' ' Cinema Romantico: Moonrise Kingdom

Sunday, May 27, 2012

Moonrise Kingdom

One of the phrases most utilized by adults when pre-teens complain about their lot in life is the following: You don’t know how good you have it. This phrase is both legitimate and idiotic. It is legitimate because too often adulthood devolves into the sort of weary drudgery and pre-occupation with occupation that seems to afflict the majority of adults on New Penzance, the mystical island off the coast of New England in a vibrant 1965 where Wes Anderson’s "Moonrise Kingdom" is set. These adults no longer seem to have it that good and probably haven’t for awhile. It is idiotic because, hey, adults seem to forget that when they were 12 year olds they too ceaselessly complained about their lot in life. It’s a right of passage.


This eternal conundrum is addressed in a wondrous scene in the camper home of Captain Sharp (Bruce Willis), the man tasked with tracking down runaway boy scout Sam (Jared Gilman), where he serves that same runaway boy scout half a sandwich and a brat. Sharp seems confused why this disobedient boy is in such a hurry to grow up. But then Sharp wonders if Sam might like a sip of his beer and in a whimsically symbolic moment Sam dumps his milk into an ash tray to make room for a few drops of the adult beverage. Adults want to protect children from the rigors of adulthood as long as they can, but there comes a point where resistance is futile.

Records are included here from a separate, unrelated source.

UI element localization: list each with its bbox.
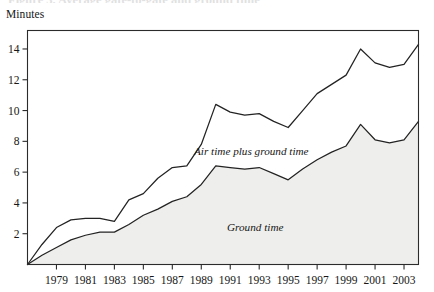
x-tick-label: 1983: [103, 274, 126, 286]
y-tick-label: 4: [14, 197, 20, 209]
x-tick-label: 1993: [248, 274, 271, 286]
y-tick-label: 10: [8, 105, 20, 117]
chart-figure: Figure 3. Average gate-to-gate and groun…: [0, 0, 434, 292]
x-tick-label: 1987: [161, 274, 184, 286]
x-tick-label: 1995: [277, 274, 300, 286]
x-tick-label: 1985: [132, 274, 155, 286]
y-tick-label: 14: [8, 43, 20, 55]
y-tick-label: 8: [14, 135, 20, 147]
x-tick-label: 1999: [335, 274, 358, 286]
y-axis-ticks: 2468101214: [8, 43, 28, 240]
y-tick-label: 12: [8, 74, 20, 86]
x-tick-label: 2003: [393, 274, 416, 286]
series-label-ground-time: Ground time: [227, 221, 283, 233]
x-tick-label: 1991: [219, 274, 242, 286]
ground-time-fill: [28, 121, 419, 264]
area-fill-ground-time: [28, 121, 419, 264]
x-axis-ticks: 1979198119831985198719891991199319951997…: [45, 265, 416, 286]
x-tick-label: 1997: [306, 274, 329, 286]
series-label-air-time-plus-ground-time: Air time plus ground time: [193, 145, 309, 157]
y-tick-label: 2: [14, 228, 20, 240]
x-tick-label: 2001: [364, 274, 387, 286]
x-tick-label: 1979: [45, 274, 68, 286]
y-tick-label: 6: [14, 166, 20, 178]
plot-area: 2468101214 19791981198319851987198919911…: [0, 0, 434, 292]
x-tick-label: 1981: [74, 274, 97, 286]
x-tick-label: 1989: [190, 274, 213, 286]
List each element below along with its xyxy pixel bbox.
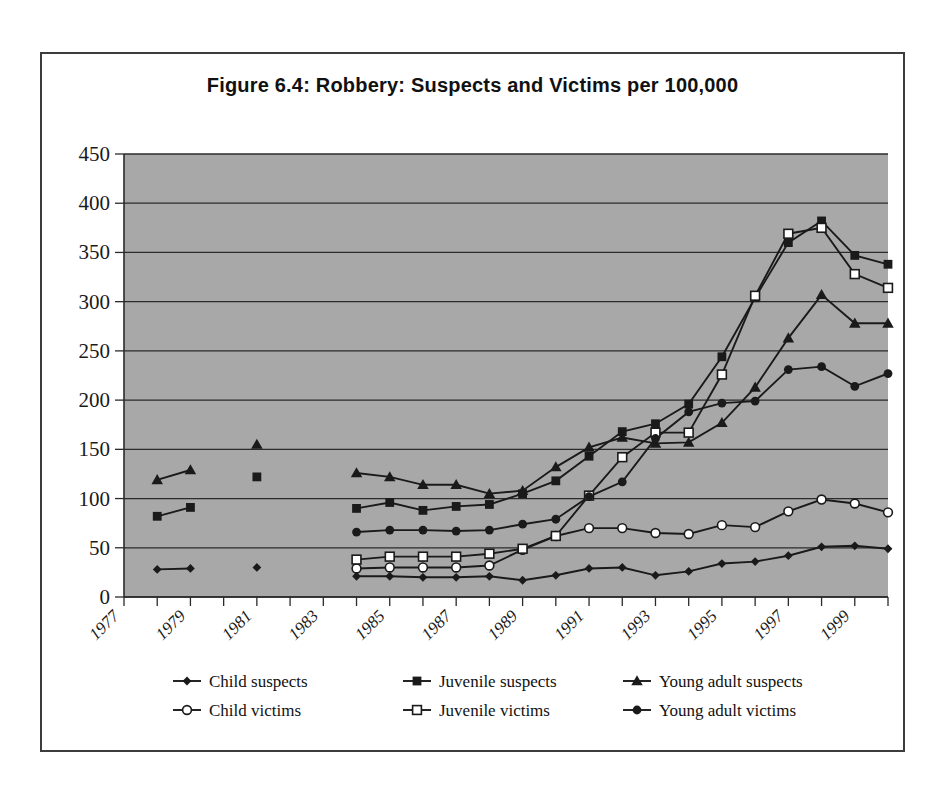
marker-square bbox=[352, 504, 361, 513]
marker-open-square bbox=[884, 283, 893, 292]
marker-square bbox=[153, 512, 162, 521]
x-tick-label: 1977 bbox=[85, 605, 124, 644]
x-tick-label: 1987 bbox=[418, 605, 457, 644]
marker-open-circle bbox=[850, 499, 859, 508]
marker-open-square bbox=[385, 552, 394, 561]
marker-circle bbox=[452, 527, 461, 536]
marker-open-square bbox=[784, 229, 793, 238]
marker-square bbox=[684, 400, 693, 409]
marker-circle bbox=[718, 399, 727, 408]
legend-entry-juvenile-victims[interactable]: Juvenile victims bbox=[403, 701, 550, 720]
series-line bbox=[157, 569, 190, 570]
x-tick-label: 1999 bbox=[816, 606, 854, 644]
marker-circle bbox=[651, 434, 660, 443]
marker-open-circle bbox=[452, 563, 461, 572]
marker-square bbox=[551, 476, 560, 485]
marker-square bbox=[850, 251, 859, 260]
y-tick-label: 300 bbox=[79, 290, 111, 314]
marker-circle bbox=[751, 397, 760, 406]
marker-square bbox=[718, 352, 727, 361]
marker-circle bbox=[850, 382, 859, 391]
x-tick-label: 1991 bbox=[550, 606, 587, 643]
marker-open-circle bbox=[784, 507, 793, 516]
marker-square bbox=[419, 506, 428, 515]
marker-circle bbox=[784, 365, 793, 374]
marker-circle bbox=[618, 477, 627, 486]
marker-open-square bbox=[684, 428, 693, 437]
marker-open-circle bbox=[651, 529, 660, 538]
marker-open-circle bbox=[618, 524, 627, 533]
marker-open-circle bbox=[585, 524, 594, 533]
marker-open-circle bbox=[817, 495, 826, 504]
marker-circle bbox=[884, 369, 893, 378]
marker-open-square bbox=[551, 532, 560, 541]
marker-open-square bbox=[485, 549, 494, 558]
marker-circle bbox=[518, 520, 527, 529]
marker-circle bbox=[485, 526, 494, 535]
x-tick-label: 1995 bbox=[683, 606, 720, 643]
y-tick-label: 150 bbox=[79, 437, 111, 461]
legend-label: Juvenile suspects bbox=[439, 672, 557, 691]
legend-label: Child victims bbox=[209, 701, 301, 720]
x-tick-label: 1981 bbox=[218, 606, 255, 643]
marker-open-circle bbox=[183, 706, 192, 715]
marker-circle bbox=[551, 515, 560, 524]
marker-open-square bbox=[518, 544, 527, 553]
marker-circle bbox=[352, 528, 361, 537]
x-tick-label: 1985 bbox=[351, 606, 388, 643]
figure-frame: Figure 6.4: Robbery: Suspects and Victim… bbox=[40, 52, 905, 752]
marker-circle bbox=[419, 526, 428, 535]
y-tick-label: 400 bbox=[79, 191, 111, 215]
marker-open-square bbox=[452, 552, 461, 561]
x-tick-label: 1997 bbox=[750, 605, 789, 644]
x-tick-label: 1979 bbox=[152, 606, 190, 644]
marker-open-square bbox=[618, 453, 627, 462]
legend-entry-child-suspects[interactable]: Child suspects bbox=[173, 672, 308, 691]
marker-square bbox=[252, 472, 261, 481]
marker-square bbox=[385, 498, 394, 507]
y-tick-label: 100 bbox=[79, 487, 111, 511]
x-tick-label: 1989 bbox=[484, 606, 522, 644]
marker-open-circle bbox=[884, 508, 893, 517]
marker-circle bbox=[585, 492, 594, 501]
marker-square bbox=[186, 503, 195, 512]
marker-square bbox=[585, 452, 594, 461]
legend-label: Young adult victims bbox=[659, 701, 796, 720]
marker-open-square bbox=[817, 223, 826, 232]
legend-entry-child-victims[interactable]: Child victims bbox=[173, 701, 301, 720]
marker-circle bbox=[385, 526, 394, 535]
marker-circle bbox=[633, 706, 642, 715]
marker-open-circle bbox=[485, 561, 494, 570]
marker-open-square bbox=[413, 706, 422, 715]
marker-open-circle bbox=[352, 564, 361, 573]
marker-open-circle bbox=[385, 563, 394, 572]
marker-square bbox=[413, 677, 422, 686]
chart-plot: 0501001502002503003504004501977197919811… bbox=[42, 54, 907, 754]
marker-open-square bbox=[419, 552, 428, 561]
marker-open-square bbox=[751, 291, 760, 300]
marker-open-circle bbox=[419, 563, 428, 572]
legend-label: Juvenile victims bbox=[439, 701, 550, 720]
y-tick-label: 0 bbox=[100, 585, 111, 609]
legend-label: Child suspects bbox=[209, 672, 308, 691]
legend-entry-young-adult-suspects[interactable]: Young adult suspects bbox=[623, 672, 803, 691]
legend-entry-juvenile-suspects[interactable]: Juvenile suspects bbox=[403, 672, 557, 691]
marker-diamond bbox=[183, 677, 192, 686]
marker-open-square bbox=[718, 370, 727, 379]
marker-open-square bbox=[352, 555, 361, 564]
y-tick-label: 450 bbox=[79, 142, 111, 166]
marker-open-circle bbox=[684, 530, 693, 539]
marker-square bbox=[452, 502, 461, 511]
marker-circle bbox=[817, 362, 826, 371]
y-tick-label: 200 bbox=[79, 388, 111, 412]
legend-label: Young adult suspects bbox=[659, 672, 803, 691]
x-tick-label: 1993 bbox=[617, 606, 654, 643]
legend-entry-young-adult-victims[interactable]: Young adult victims bbox=[623, 701, 796, 720]
x-tick-label: 1983 bbox=[285, 606, 322, 643]
marker-square bbox=[784, 238, 793, 247]
marker-circle bbox=[684, 408, 693, 417]
marker-square bbox=[651, 419, 660, 428]
marker-open-square bbox=[850, 270, 859, 279]
y-tick-label: 350 bbox=[79, 240, 111, 264]
y-tick-label: 250 bbox=[79, 339, 111, 363]
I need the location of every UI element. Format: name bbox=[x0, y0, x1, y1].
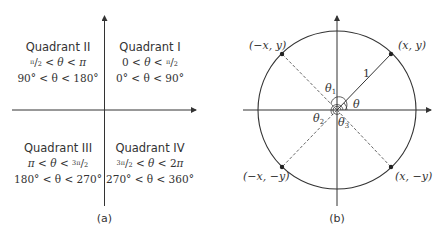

Every Wes Anderson movie in one way or another is about the rivalry between make-believe and the real world and the opening shot of Moonrise Kingdom illuminates this in the way it focuses on a painting of a modest red home before the camera – in typical Wes-ish style – gracefully pans to the right and then the pans pick up the pace as we realize we are IN the very house represented in the painting. It belongs to the family of our heroine Suzy (Kara Hayward), the rebel with the blue eye shadow and propensity for stealing library books. She concerns her litigating parents Walt and Laura (Bill Murray and Frances McDormand) so much they have purchased a book titled Coping With A Very Troubled Child.

Suzy, as we see in flashback, has fallen head-over-heels (in her own stern way) with Sam, a no-nonsense romantic Khaki Scout who has tendered his “resignation” and fled the camp run with an innocent fist by golly willickers Scout Master Ward (Edward Norton). Ward summons Sharp – forever adorned in uniform complete with the requisite high water pants – who is mired in an affair with Laura which seems less about passion than the lack of alternatives on the tiny island. A search party is configured and give chase as Sam and Suzy, armed with a hunting rifle, binoculars and a record player, stay one step ahead, though their destination may be known to the Narrator (Bob Balaban) who turns up now and again to allude to the historic storm set to descend in a few days time and allow for a nifty backdrop to the third act climax.


As the film progresses, it takes neat detours in the story that never dull the momentum and it is revealed – to us and Scout Master Ward – that Sam is an orphan whose foster parents have given up on him. Dreaded Social Services (represented by Tilda Swinton) awaits. (There is a dog here named Snoopy and that reference elicits thoughts of Social Services as a Daisy Hill Puppy Farm For People.) And Suzy, we learn, has a serious mean streak, deeply troubling to the very parents who seem unaware of how their own fingerprints may have more than aided in creating that mean streak.

There is no love as forceful as young love, a truth Shakespeare knew best and which is why "Romeo and Juliet" will still be performed by the kids of the kids of the kids of your kids and mine. And yet so rarely is young love taken seriously by the old, as evidenced by the scene-stealing Jason Schwartzman as a crooked camp master who assists our star cross’d lovers of "Moonrise Kingdom" and agrees to marry them so long as they take a real pause to consider just what the union of marriage truly means.

Anderson casts the brief shot of this consideration with Sam and Suzy in the left of the frame and a young camp-goer bouncing on a trampoline in the right. At first, you think “Oh, there goes that quirky Wes again.” But upon reflection it’s the most loaded shot of a film loaded with loaded shots. Carefree innocence ceding to the taking of vows. Sam and Suzy know what it means.

And Sam and Suzy know just how good they have it. They don’t need a reminder. Which is why they just yearn for everyone to leave them alone so they can be together.